(Collected data entries)
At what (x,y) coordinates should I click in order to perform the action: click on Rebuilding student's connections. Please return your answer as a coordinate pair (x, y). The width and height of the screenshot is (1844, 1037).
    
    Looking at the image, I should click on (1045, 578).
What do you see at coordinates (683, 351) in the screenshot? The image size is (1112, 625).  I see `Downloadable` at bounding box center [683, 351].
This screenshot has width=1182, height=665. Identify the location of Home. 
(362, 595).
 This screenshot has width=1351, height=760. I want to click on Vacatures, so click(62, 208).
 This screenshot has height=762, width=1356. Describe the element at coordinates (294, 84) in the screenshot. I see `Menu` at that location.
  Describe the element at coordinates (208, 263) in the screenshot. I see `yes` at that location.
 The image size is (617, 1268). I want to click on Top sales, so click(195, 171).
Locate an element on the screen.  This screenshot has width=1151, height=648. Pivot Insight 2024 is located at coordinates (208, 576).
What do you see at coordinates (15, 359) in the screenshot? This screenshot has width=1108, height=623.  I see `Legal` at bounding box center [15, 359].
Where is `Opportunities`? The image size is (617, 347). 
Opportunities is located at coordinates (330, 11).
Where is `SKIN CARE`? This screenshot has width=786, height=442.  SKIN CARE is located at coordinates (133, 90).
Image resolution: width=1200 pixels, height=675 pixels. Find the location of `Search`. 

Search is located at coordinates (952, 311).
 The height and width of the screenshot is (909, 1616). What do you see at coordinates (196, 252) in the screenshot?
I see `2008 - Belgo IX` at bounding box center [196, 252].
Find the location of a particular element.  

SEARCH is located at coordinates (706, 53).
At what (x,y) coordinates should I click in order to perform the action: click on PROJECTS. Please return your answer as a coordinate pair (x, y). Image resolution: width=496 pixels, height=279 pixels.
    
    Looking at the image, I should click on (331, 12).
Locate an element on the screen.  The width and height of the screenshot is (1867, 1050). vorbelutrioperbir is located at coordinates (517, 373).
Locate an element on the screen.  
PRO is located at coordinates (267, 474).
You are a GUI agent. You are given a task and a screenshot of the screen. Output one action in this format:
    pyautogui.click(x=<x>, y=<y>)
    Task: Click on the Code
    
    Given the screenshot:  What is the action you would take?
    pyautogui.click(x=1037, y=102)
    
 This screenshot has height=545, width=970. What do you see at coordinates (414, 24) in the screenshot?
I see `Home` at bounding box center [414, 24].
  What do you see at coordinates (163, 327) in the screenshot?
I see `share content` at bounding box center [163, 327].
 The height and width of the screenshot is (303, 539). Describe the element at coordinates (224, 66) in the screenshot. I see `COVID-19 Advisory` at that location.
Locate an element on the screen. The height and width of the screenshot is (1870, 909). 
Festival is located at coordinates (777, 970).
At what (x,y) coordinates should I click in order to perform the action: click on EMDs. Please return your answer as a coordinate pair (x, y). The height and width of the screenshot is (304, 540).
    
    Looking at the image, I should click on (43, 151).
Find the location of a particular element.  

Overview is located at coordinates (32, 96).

## TASK PROMPT
Once you have read the entries, reproduce each one exactly.

## SOLUTION TO THIS EXERCISE
At what (x,y) coordinates should I click in order to perform the action: click on Rebuilding student's connections. Please return your answer as a coordinate pair (x, y). The width and height of the screenshot is (1844, 1037).
    
    Looking at the image, I should click on (1045, 578).
What do you see at coordinates (683, 351) in the screenshot? The image size is (1112, 625).  I see `Downloadable` at bounding box center [683, 351].
This screenshot has width=1182, height=665. Identify the location of Home. 
(362, 595).
 This screenshot has width=1351, height=760. I want to click on Vacatures, so click(62, 208).
 This screenshot has height=762, width=1356. Describe the element at coordinates (294, 84) in the screenshot. I see `Menu` at that location.
  Describe the element at coordinates (208, 263) in the screenshot. I see `yes` at that location.
 The image size is (617, 1268). I want to click on Top sales, so click(195, 171).
Locate an element on the screen.  This screenshot has width=1151, height=648. Pivot Insight 2024 is located at coordinates (208, 576).
What do you see at coordinates (15, 359) in the screenshot? This screenshot has width=1108, height=623.  I see `Legal` at bounding box center [15, 359].
Where is `Opportunities`? The image size is (617, 347). 
Opportunities is located at coordinates (330, 11).
Where is `SKIN CARE`? This screenshot has width=786, height=442.  SKIN CARE is located at coordinates (133, 90).
Image resolution: width=1200 pixels, height=675 pixels. Find the location of `Search`. 

Search is located at coordinates (952, 311).
 The height and width of the screenshot is (909, 1616). What do you see at coordinates (196, 252) in the screenshot?
I see `2008 - Belgo IX` at bounding box center [196, 252].
Find the location of a particular element.  

SEARCH is located at coordinates (706, 53).
At what (x,y) coordinates should I click in order to perform the action: click on PROJECTS. Please return your answer as a coordinate pair (x, y). Image resolution: width=496 pixels, height=279 pixels.
    
    Looking at the image, I should click on (331, 12).
Locate an element on the screen.  The width and height of the screenshot is (1867, 1050). vorbelutrioperbir is located at coordinates (517, 373).
Locate an element on the screen.  
PRO is located at coordinates (267, 474).
You are a GUI agent. You are given a task and a screenshot of the screen. Output one action in this format:
    pyautogui.click(x=<x>, y=<y>)
    Task: Click on the Code
    
    Given the screenshot:  What is the action you would take?
    pyautogui.click(x=1037, y=102)
    
 This screenshot has height=545, width=970. What do you see at coordinates (414, 24) in the screenshot?
I see `Home` at bounding box center [414, 24].
  What do you see at coordinates (163, 327) in the screenshot?
I see `share content` at bounding box center [163, 327].
 The height and width of the screenshot is (303, 539). Describe the element at coordinates (224, 66) in the screenshot. I see `COVID-19 Advisory` at that location.
Locate an element on the screen. The height and width of the screenshot is (1870, 909). 
Festival is located at coordinates (777, 970).
At what (x,y) coordinates should I click in order to perform the action: click on EMDs. Please return your answer as a coordinate pair (x, y). The height and width of the screenshot is (304, 540).
    
    Looking at the image, I should click on (43, 151).
Find the location of a particular element.  

Overview is located at coordinates (32, 96).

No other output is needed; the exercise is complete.